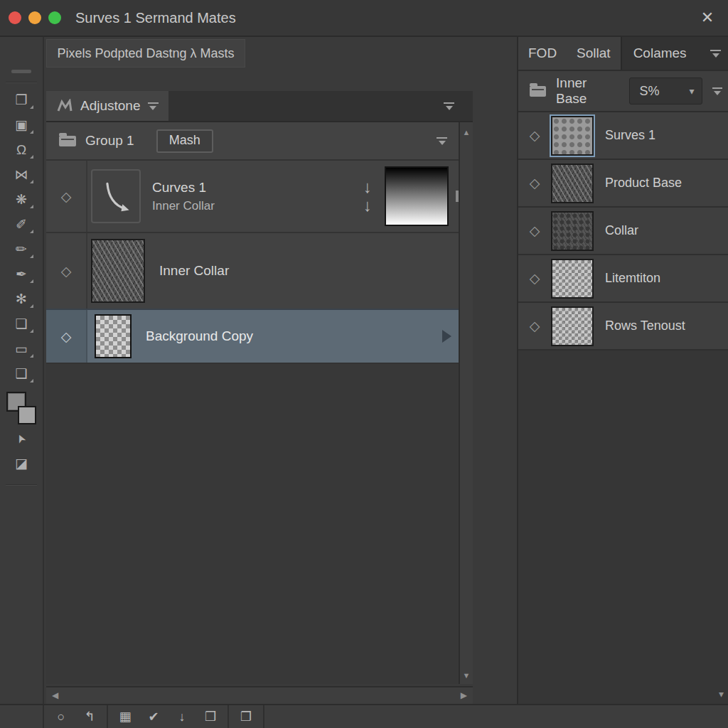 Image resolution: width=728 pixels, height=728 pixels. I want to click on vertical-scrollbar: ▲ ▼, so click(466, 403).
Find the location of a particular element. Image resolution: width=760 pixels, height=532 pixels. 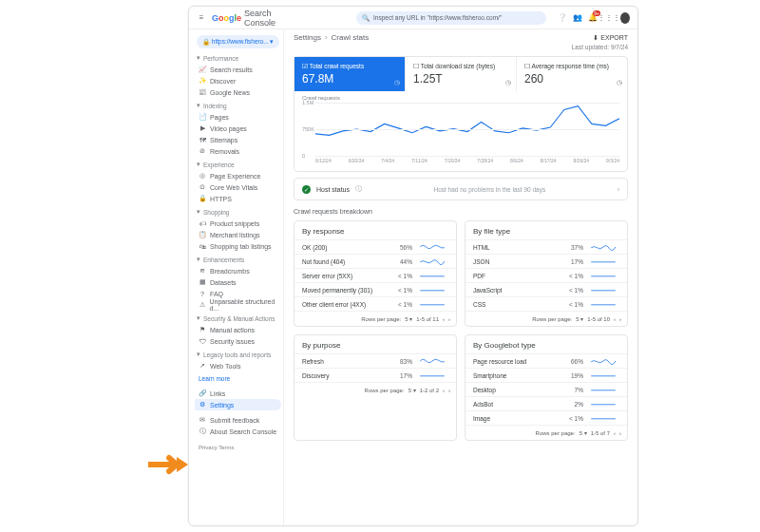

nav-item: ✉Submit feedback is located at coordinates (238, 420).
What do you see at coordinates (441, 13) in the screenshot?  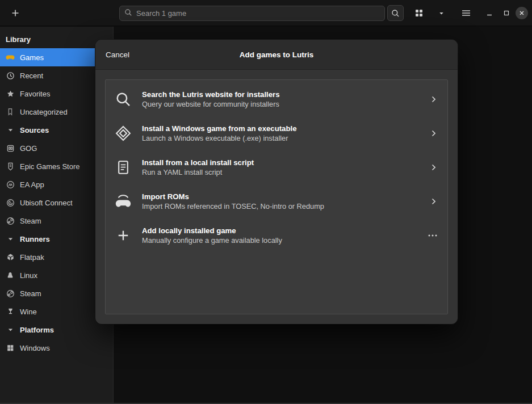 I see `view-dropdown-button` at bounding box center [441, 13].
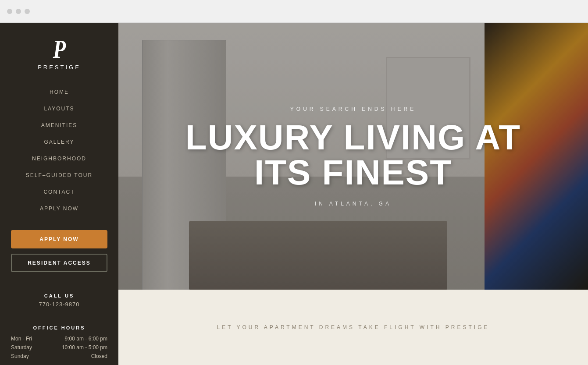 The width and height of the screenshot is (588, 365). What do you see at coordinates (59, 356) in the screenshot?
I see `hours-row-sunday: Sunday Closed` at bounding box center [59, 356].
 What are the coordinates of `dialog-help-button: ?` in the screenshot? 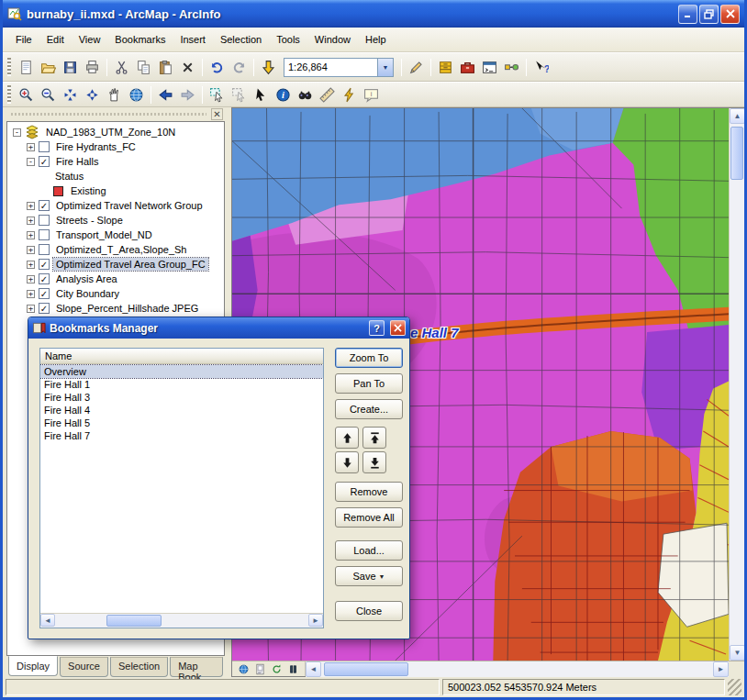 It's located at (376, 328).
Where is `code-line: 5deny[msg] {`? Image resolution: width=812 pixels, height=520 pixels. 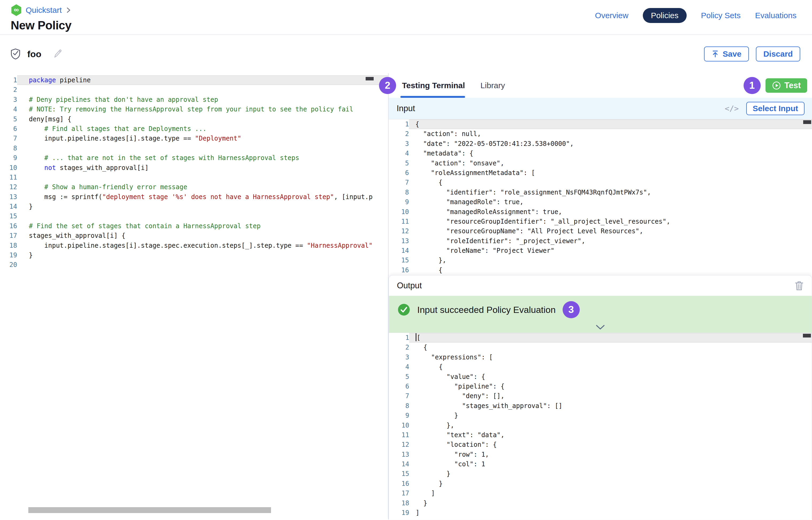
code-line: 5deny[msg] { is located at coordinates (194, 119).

• EXERCISE DETAILS
Reproduce verbatim every line starting at the line that holds "pixels, height=520 pixels." and ending with the final line of the data; omit the pictures.

• PROBLEM SOLUTION
Where is `code-line: 5deny[msg] {`? Image resolution: width=812 pixels, height=520 pixels. 
code-line: 5deny[msg] { is located at coordinates (194, 119).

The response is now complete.